On the eve of Yom Kippur, a time-honored tradition, now preserved mainly by the ultra-Orthodox, is to perform kapparot, a ceremony in which a chicken is offered up as a sort of atonement offering and then slaughtered and its meat given to the poor. This year, United Poultry Concerns—which campaigns against cruelty to domestic fowl—sued the Chabad house of Irvine, CA for violating a statute prohibiting the “malicious” and “intentional” killing of an animal, and succeeded in obtaining a temporary restraining order from a federal judge, thus effectively preventing the performance of the ritual. Howard Slugh comments:
In their briefing, the plaintiffs lay out a vision in which private morality and individual conscience are replaced by a one-size-fits-all, government-mandated morality. . . . In their complaint, [they] caricature religious liberty as a matter of religious people asserting that “they are above the law and can conduct themselves as they wish because of their religious beliefs.” The plaintiffs’ objections are not limited to the realm of law. They object to Chabad’s desire to “determine for themselves what is . . . moral conduct.” They argue that only the legislature can determine “legal and moral behavior in the state of California.” The plaintiffs do not want to control only Chabad’s conduct. They want to control its conscience.
[They] describe the Jewish tradition as a “societal evil” and mock kapparot as “taking out vengeance on an innocent animal for one’s own shortcomings.” . . . The plaintiffs are no more subtle about the scope of their ambitions. They acknowledge that their lawsuit is merely “the first step” toward their “ultimate goal” of banning the religious ceremony nationwide. . . .
[Furthermore], the plaintiffs openly dismissed the importance of the fulfillment of [the] religious obligation as understood by Alter Tenenbaum, [the rabbi of the Chabad of Irvine]. United Poultry Concerns argued that “the relative harm to the defendants” in preventing them from exercising their religion was “minimal,” [because] not all Jews use live chickens for the ritual and that therefore doing so must be “completely optional” and a “mere preference.” They implied that Tenenbaum preferred to use live chickens because doing so was “more lucrative.” Whether [this] explanation of Jewish law is the only valid interpretation of Judaism—it is not—is beyond the point. Even if . . . a single, correct form of Judaism existed, American courts would be neither qualified nor constitutionally empowered to settle such doctrinal disputes. . . .
[T]he American notion of religious liberty has traditionally prohibited, and must continue to prohibit, judges from making such determinations in all but the most extreme of cases. . . . Defenders of religious liberty—and, in fact, of individual liberty—should stand united and refute the . . . argument that only the government can determine morality and that an individual’s understanding of his own conscience has “minimal” value.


Exercise objective:
For this task, retype the records below exactly.

Data for analysis:
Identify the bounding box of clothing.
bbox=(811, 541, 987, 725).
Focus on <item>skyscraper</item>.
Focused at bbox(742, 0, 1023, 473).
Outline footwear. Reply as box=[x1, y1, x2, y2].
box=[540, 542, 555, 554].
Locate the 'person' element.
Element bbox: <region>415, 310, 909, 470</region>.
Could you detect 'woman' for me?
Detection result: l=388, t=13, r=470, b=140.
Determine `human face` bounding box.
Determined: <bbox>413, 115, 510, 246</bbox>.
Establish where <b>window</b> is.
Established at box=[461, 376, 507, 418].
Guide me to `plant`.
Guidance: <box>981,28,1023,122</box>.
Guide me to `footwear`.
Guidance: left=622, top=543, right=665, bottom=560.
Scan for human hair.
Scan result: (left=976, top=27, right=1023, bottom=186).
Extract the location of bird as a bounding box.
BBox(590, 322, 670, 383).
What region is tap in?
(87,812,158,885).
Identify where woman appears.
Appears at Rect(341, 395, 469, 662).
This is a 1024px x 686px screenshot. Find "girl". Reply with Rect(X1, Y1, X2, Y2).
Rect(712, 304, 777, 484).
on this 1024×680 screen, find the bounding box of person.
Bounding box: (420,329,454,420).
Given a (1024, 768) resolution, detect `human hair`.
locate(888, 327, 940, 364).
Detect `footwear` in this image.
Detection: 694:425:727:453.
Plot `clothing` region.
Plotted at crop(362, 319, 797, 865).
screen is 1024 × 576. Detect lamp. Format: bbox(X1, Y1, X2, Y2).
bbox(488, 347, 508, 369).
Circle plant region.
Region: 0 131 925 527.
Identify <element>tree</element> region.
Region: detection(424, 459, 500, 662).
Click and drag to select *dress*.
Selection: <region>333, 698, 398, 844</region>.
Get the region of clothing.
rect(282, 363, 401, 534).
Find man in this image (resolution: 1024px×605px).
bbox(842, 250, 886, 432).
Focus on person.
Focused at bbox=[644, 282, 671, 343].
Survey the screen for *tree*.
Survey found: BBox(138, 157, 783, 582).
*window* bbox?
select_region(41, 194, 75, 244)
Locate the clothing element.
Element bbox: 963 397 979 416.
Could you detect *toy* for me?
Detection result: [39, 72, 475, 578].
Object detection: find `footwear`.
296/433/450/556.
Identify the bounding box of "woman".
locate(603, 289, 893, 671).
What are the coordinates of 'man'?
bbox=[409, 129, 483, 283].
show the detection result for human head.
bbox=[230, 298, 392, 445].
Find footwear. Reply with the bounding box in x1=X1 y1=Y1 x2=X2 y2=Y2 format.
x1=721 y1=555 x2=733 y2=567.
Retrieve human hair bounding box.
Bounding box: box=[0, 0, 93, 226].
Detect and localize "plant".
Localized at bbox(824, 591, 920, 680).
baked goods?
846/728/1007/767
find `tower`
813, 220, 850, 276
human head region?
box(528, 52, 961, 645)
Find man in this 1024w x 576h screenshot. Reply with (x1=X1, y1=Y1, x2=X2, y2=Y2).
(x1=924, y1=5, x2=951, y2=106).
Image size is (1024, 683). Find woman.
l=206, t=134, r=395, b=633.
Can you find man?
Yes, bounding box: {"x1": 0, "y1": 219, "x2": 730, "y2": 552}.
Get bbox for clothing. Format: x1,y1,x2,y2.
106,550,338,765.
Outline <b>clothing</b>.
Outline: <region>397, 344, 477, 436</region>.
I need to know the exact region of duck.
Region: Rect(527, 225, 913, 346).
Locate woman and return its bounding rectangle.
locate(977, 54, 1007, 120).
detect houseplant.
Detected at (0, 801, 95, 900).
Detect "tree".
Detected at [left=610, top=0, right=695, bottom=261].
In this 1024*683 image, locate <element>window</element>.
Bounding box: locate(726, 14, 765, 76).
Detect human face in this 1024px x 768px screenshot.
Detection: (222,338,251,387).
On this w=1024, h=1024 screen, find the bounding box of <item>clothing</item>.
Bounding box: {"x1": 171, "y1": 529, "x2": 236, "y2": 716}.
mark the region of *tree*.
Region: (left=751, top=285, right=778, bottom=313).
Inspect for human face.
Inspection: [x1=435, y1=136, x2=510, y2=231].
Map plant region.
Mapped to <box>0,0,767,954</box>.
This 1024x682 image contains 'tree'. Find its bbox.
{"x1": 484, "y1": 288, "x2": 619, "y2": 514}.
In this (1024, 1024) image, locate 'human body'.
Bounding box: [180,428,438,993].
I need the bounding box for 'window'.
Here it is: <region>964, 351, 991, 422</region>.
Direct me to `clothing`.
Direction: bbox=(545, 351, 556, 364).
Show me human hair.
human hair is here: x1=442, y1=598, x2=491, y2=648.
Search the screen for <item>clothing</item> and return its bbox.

Response:
Identify the bounding box of clothing.
bbox=(811, 541, 987, 725).
Focus on <item>skyscraper</item>.
Focused at bbox(742, 0, 1023, 473).
Outline footwear. Reply as box=[x1, y1, x2, y2].
box=[540, 542, 555, 554].
Locate the 'person' element.
Element bbox: <region>415, 310, 909, 470</region>.
Could you detect 'woman' for me?
Detection result: l=388, t=13, r=470, b=140.
Determine `human face` bounding box.
Determined: <bbox>413, 115, 510, 246</bbox>.
Establish where <b>window</b> is.
Established at box=[461, 376, 507, 418].
Guide me to `plant`.
Guidance: <box>981,28,1023,122</box>.
Guide me to `footwear`.
Guidance: left=622, top=543, right=665, bottom=560.
Scan for human hair.
Scan result: (left=976, top=27, right=1023, bottom=186).
Extract the location of bird as a bounding box.
BBox(590, 322, 670, 383).
What region is tap in?
(87,812,158,885).
Identify where woman appears.
Appears at Rect(341, 395, 469, 662).
This is a 1024px x 686px screenshot. Find "girl". Reply with Rect(X1, Y1, X2, Y2).
Rect(712, 304, 777, 484).
on this 1024×680 screen, find the bounding box of person.
Bounding box: (420,329,454,420).
Given a (1024, 768) resolution, detect `human hair`.
locate(888, 327, 940, 364).
Detect `footwear` in this image.
Detection: 694:425:727:453.
Plot `clothing` region.
Plotted at crop(362, 319, 797, 865).
screen is 1024 × 576. Detect lamp. Format: bbox(X1, Y1, X2, Y2).
bbox(488, 347, 508, 369).
Circle plant region.
Region: 0 131 925 527.
Identify <element>tree</element> region.
Region: detection(424, 459, 500, 662).
Click and drag to select *dress*.
Selection: <region>333, 698, 398, 844</region>.
Get the region of clothing.
rect(282, 363, 401, 534).
Find man in this image (resolution: 1024px×605px).
bbox(842, 250, 886, 432).
Focus on person.
Focused at bbox=[644, 282, 671, 343].
Survey the screen for *tree*.
Survey found: BBox(138, 157, 783, 582).
*window* bbox?
select_region(41, 194, 75, 244)
Locate the clothing element.
Element bbox: 963 397 979 416.
Could you detect *toy* for me?
Detection result: [39, 72, 475, 578].
Object detection: find `footwear`.
296/433/450/556.
Identify the bounding box of "woman".
locate(603, 289, 893, 671).
What are the coordinates of 'man'?
bbox=[409, 129, 483, 283].
show the detection result for human head.
bbox=[230, 298, 392, 445].
Find footwear. Reply with the bounding box in x1=X1 y1=Y1 x2=X2 y2=Y2 format.
x1=721 y1=555 x2=733 y2=567.
Retrieve human hair bounding box.
Bounding box: box=[0, 0, 93, 226].
Detect and localize "plant".
Localized at bbox(824, 591, 920, 680).
baked goods?
846/728/1007/767
find `tower`
813, 220, 850, 276
human head region?
box(528, 52, 961, 645)
Find man in this 1024w x 576h screenshot. Reply with (x1=X1, y1=Y1, x2=X2, y2=Y2).
(x1=924, y1=5, x2=951, y2=106).
Image size is (1024, 683). Find woman.
l=206, t=134, r=395, b=633.
Can you find man?
Yes, bounding box: {"x1": 0, "y1": 219, "x2": 730, "y2": 552}.
Get bbox for clothing. Format: x1,y1,x2,y2.
106,550,338,765.
Outline <b>clothing</b>.
Outline: <region>397, 344, 477, 436</region>.
I need to know the exact region of duck.
Region: Rect(527, 225, 913, 346).
Locate woman and return its bounding rectangle.
locate(977, 54, 1007, 120).
detect houseplant.
Detected at (0, 801, 95, 900).
Detect "tree".
Detected at [left=610, top=0, right=695, bottom=261].
In this 1024*683 image, locate <element>window</element>.
Bounding box: locate(726, 14, 765, 76).
Detect human face in this 1024px x 768px screenshot.
Detection: (222,338,251,387).
On this w=1024, h=1024 screen, find the bounding box of <item>clothing</item>.
Bounding box: {"x1": 171, "y1": 529, "x2": 236, "y2": 716}.
mark the region of *tree*.
Region: (left=751, top=285, right=778, bottom=313).
Inspect for human face.
Inspection: [x1=435, y1=136, x2=510, y2=231].
Map plant region.
Mapped to <box>0,0,767,954</box>.
This 1024x682 image contains 'tree'. Find its bbox.
{"x1": 484, "y1": 288, "x2": 619, "y2": 514}.
In this (1024, 1024) image, locate 'human body'.
Bounding box: [180,428,438,993].
I need the bounding box for 'window'.
Here it is: <region>964, 351, 991, 422</region>.
Direct me to `clothing`.
Direction: bbox=(545, 351, 556, 364).
Show me human hair.
human hair is here: x1=442, y1=598, x2=491, y2=648.
Search the screen for <item>clothing</item> and return its bbox.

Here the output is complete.